Recently, The Criterion put on its back cover a list of the prep-school graduating class to which each of its contributors belongs, along with the words, “Some of my best friends went to public school.” To what end? The Criterion’s prep-school listing demonstrates the desire to regress back to high school that some students, who happen to be conservatives, feel, and not the conservative principle of maintaining the status quo. Any overemphasis by a college student on his high school achievements can be taken as an acknowledgement of his present condition. What does The Criterion want readers to make of this list?
Of course, it is the very height of witty humor. The list is at once an inside joke for those members of the intellectual elite who went to their schools and a self-referential commentary on the common (in both senses) association made between conservatism and membership in the upper class.
The humor here fails on both counts. First, not all the prep-schools listed are all that elite. Not to name (or drop) any names, but one of the schools mentioned is one which students often attend until receiving acceptance to a “superior” school in a later grade. While private school education may generally consist of smaller classes, more course offerings, etc., than that which is doled out at public schools, the fact that a school is paid for with something other than tax money is not testament to its intellectual life. Second, as The Criterion’s writers surely know, prep schools are frequently the last places a person will find conservatives. Noblesse oblige and class guilt, not conservatism, are the traditions that have been passed down to today’s prep-schoolers. All students are encouraged to feel guilt for their family’s years of privilege and exploitation of, well, those other people, whomever they may be. In this way prep schools ignore the fact that, at their institutions today, not everyone’s family comes from any sort of aristocracy. At the same time this encourages all students to side with those other people—whomever they may be, but certainly they are not us, and thus must be more or less liberal, by some definitions. It takes some time at a prep school to learn that preppy and conservative are not anonymous, or so hope The Criterion writers. If the writers’ intended goal is poking fun at the association made by those not in the know between conservatism and privilege, well, I fail to see the humor.
Or perhaps that is not their goal at all; maybe the writers see themselves as members of a fantasy olden-days prep school world, with bits of Eton, scruffy, male-on-male harmless play, with secret societies à la Dead Poets Society mixed in. Since I don’t know any of them personally, I cannot attest to whether or not all, or even one, of them could be called blond or scruffy, but their pigmentation and degree of scruffiness is beside the point. The class they wish to represent in the Criterion is one that simply does not exist. While people frequently see themselves as members of an elite, intellectual or otherwise, elitism has nothing to do with conservatism. The sort of conservatism found in the Criterion—anti-birth-control stances, preservation of the beach-babe ideal for female beauty (as seen on one of last year’s covers, ironically displayed, no doubt)—is cultural, not political conservatism as it is generally known.
Conservatism understood in this way is highly discouraged at many prep schools and their higher-education counterparts. Unless, with their unamusing but oh-so-clever list, the writers of the Criterion are demonstrating that they wish to resurrect conservatism as the preservation of a noble class. In this case the list represents their separation from the prep-school masses, and the list is meaningless, useless, and a waste of paper (I just felt like yielding accusations of being a tree-hugger who values nature more than free speech, just for the hell of it). It is far more likely, however, that the writers signed off as Class of (insert date and prep school here) ito shield themselves from that which they have not achieved while students at the U of C.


### [Task brief]
Leaving the pictures aside, return all of the data below exactly.

++++ Data for processing

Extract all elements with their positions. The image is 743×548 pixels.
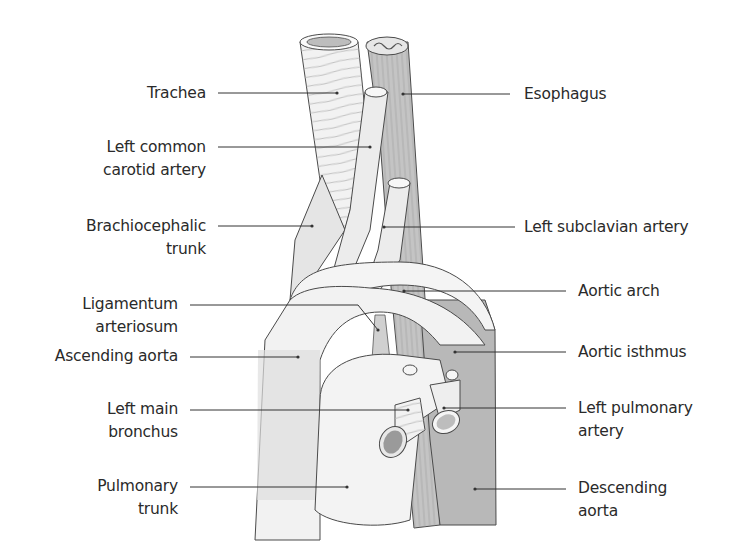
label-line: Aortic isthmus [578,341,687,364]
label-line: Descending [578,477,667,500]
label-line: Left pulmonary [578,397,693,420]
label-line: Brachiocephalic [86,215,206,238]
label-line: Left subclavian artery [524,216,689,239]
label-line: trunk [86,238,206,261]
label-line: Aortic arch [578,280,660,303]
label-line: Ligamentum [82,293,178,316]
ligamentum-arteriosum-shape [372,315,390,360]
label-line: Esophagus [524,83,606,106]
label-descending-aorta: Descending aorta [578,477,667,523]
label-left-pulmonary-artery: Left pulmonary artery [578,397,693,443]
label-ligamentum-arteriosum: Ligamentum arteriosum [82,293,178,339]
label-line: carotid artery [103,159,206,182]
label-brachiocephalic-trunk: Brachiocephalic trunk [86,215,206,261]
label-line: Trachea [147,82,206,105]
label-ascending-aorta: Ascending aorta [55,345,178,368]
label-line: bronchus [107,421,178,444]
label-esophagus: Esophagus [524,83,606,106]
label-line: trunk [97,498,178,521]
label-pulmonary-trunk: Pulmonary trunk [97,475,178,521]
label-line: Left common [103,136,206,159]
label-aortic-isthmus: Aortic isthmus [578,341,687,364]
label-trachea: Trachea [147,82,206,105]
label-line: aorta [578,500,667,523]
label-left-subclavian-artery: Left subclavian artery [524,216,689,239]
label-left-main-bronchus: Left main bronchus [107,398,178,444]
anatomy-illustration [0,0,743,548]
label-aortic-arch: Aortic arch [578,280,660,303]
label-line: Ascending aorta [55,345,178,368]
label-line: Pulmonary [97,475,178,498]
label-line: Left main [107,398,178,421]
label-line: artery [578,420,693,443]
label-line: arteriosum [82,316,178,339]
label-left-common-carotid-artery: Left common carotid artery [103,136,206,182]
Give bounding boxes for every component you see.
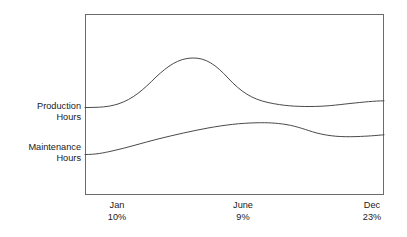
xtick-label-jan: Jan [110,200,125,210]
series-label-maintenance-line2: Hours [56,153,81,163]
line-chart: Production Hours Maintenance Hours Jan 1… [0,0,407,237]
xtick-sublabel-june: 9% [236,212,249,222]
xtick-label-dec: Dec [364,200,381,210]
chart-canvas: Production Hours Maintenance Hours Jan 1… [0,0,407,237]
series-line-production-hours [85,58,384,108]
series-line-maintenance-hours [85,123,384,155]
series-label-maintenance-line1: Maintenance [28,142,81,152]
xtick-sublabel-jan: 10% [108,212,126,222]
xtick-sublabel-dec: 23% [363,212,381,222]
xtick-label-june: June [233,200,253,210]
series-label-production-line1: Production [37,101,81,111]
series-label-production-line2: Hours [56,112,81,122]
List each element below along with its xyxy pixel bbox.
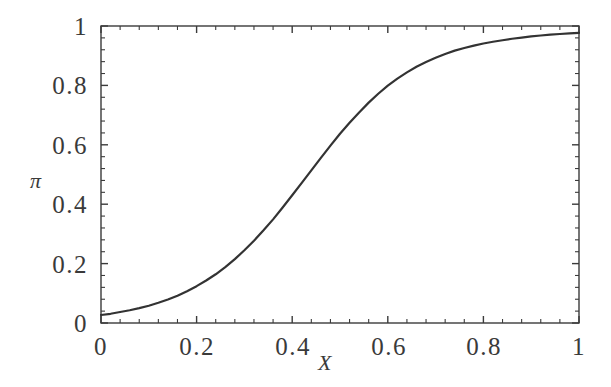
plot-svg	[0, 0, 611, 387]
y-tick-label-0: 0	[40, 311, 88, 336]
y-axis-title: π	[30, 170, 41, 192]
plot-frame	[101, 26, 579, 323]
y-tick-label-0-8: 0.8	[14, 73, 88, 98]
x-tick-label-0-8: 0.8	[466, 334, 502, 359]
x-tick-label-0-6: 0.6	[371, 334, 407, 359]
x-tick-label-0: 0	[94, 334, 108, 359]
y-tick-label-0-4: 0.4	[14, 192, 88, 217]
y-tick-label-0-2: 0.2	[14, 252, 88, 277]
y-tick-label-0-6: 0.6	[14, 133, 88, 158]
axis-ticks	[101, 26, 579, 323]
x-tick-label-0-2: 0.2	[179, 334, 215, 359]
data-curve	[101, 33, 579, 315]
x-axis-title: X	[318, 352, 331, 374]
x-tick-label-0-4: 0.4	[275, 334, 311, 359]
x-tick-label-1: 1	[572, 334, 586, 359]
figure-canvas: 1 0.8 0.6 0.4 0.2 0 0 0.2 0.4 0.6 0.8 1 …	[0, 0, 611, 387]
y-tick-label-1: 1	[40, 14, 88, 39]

++++++++

### [Answer area]
Extract all elements with their positions. The image is 743×548 pixels.
label-line: Aortic isthmus [578,341,687,364]
label-line: Descending [578,477,667,500]
label-line: Left pulmonary [578,397,693,420]
label-line: Brachiocephalic [86,215,206,238]
label-line: Left subclavian artery [524,216,689,239]
label-line: trunk [86,238,206,261]
label-line: Aortic arch [578,280,660,303]
label-line: Ligamentum [82,293,178,316]
ligamentum-arteriosum-shape [372,315,390,360]
label-line: Esophagus [524,83,606,106]
label-descending-aorta: Descending aorta [578,477,667,523]
label-left-pulmonary-artery: Left pulmonary artery [578,397,693,443]
label-ligamentum-arteriosum: Ligamentum arteriosum [82,293,178,339]
label-line: carotid artery [103,159,206,182]
label-brachiocephalic-trunk: Brachiocephalic trunk [86,215,206,261]
label-line: Trachea [147,82,206,105]
label-ascending-aorta: Ascending aorta [55,345,178,368]
label-line: bronchus [107,421,178,444]
label-esophagus: Esophagus [524,83,606,106]
label-line: trunk [97,498,178,521]
label-pulmonary-trunk: Pulmonary trunk [97,475,178,521]
label-line: Left common [103,136,206,159]
label-aortic-isthmus: Aortic isthmus [578,341,687,364]
label-trachea: Trachea [147,82,206,105]
label-line: aorta [578,500,667,523]
label-left-subclavian-artery: Left subclavian artery [524,216,689,239]
label-left-main-bronchus: Left main bronchus [107,398,178,444]
anatomy-illustration [0,0,743,548]
label-aortic-arch: Aortic arch [578,280,660,303]
label-line: Ascending aorta [55,345,178,368]
label-line: Pulmonary [97,475,178,498]
label-line: Left main [107,398,178,421]
label-line: artery [578,420,693,443]
label-line: arteriosum [82,316,178,339]
label-left-common-carotid-artery: Left common carotid artery [103,136,206,182]
Give bounding boxes for every component you see.
xtick-label-jan: Jan [110,200,125,210]
series-label-maintenance-line2: Hours [56,153,81,163]
line-chart: Production Hours Maintenance Hours Jan 1… [0,0,407,237]
xtick-sublabel-june: 9% [236,212,249,222]
xtick-label-dec: Dec [364,200,381,210]
chart-canvas: Production Hours Maintenance Hours Jan 1… [0,0,407,237]
series-line-production-hours [85,58,384,108]
series-line-maintenance-hours [85,123,384,155]
series-label-maintenance-line1: Maintenance [28,142,81,152]
xtick-sublabel-jan: 10% [108,212,126,222]
xtick-sublabel-dec: 23% [363,212,381,222]
xtick-label-june: June [233,200,253,210]
series-label-production-line1: Production [37,101,81,111]
series-label-production-line2: Hours [56,112,81,122]
List each element below along with its xyxy pixel bbox.
plot-svg	[0, 0, 611, 387]
y-tick-label-0: 0	[40, 311, 88, 336]
y-axis-title: π	[30, 170, 41, 192]
plot-frame	[101, 26, 579, 323]
y-tick-label-0-8: 0.8	[14, 73, 88, 98]
x-tick-label-0-8: 0.8	[466, 334, 502, 359]
x-tick-label-0-6: 0.6	[371, 334, 407, 359]
x-tick-label-0: 0	[94, 334, 108, 359]
y-tick-label-0-4: 0.4	[14, 192, 88, 217]
y-tick-label-0-2: 0.2	[14, 252, 88, 277]
y-tick-label-0-6: 0.6	[14, 133, 88, 158]
axis-ticks	[101, 26, 579, 323]
x-tick-label-0-2: 0.2	[179, 334, 215, 359]
data-curve	[101, 33, 579, 315]
x-axis-title: X	[318, 352, 331, 374]
x-tick-label-0-4: 0.4	[275, 334, 311, 359]
x-tick-label-1: 1	[572, 334, 586, 359]
figure-canvas: 1 0.8 0.6 0.4 0.2 0 0 0.2 0.4 0.6 0.8 1 …	[0, 0, 611, 387]
y-tick-label-1: 1	[40, 14, 88, 39]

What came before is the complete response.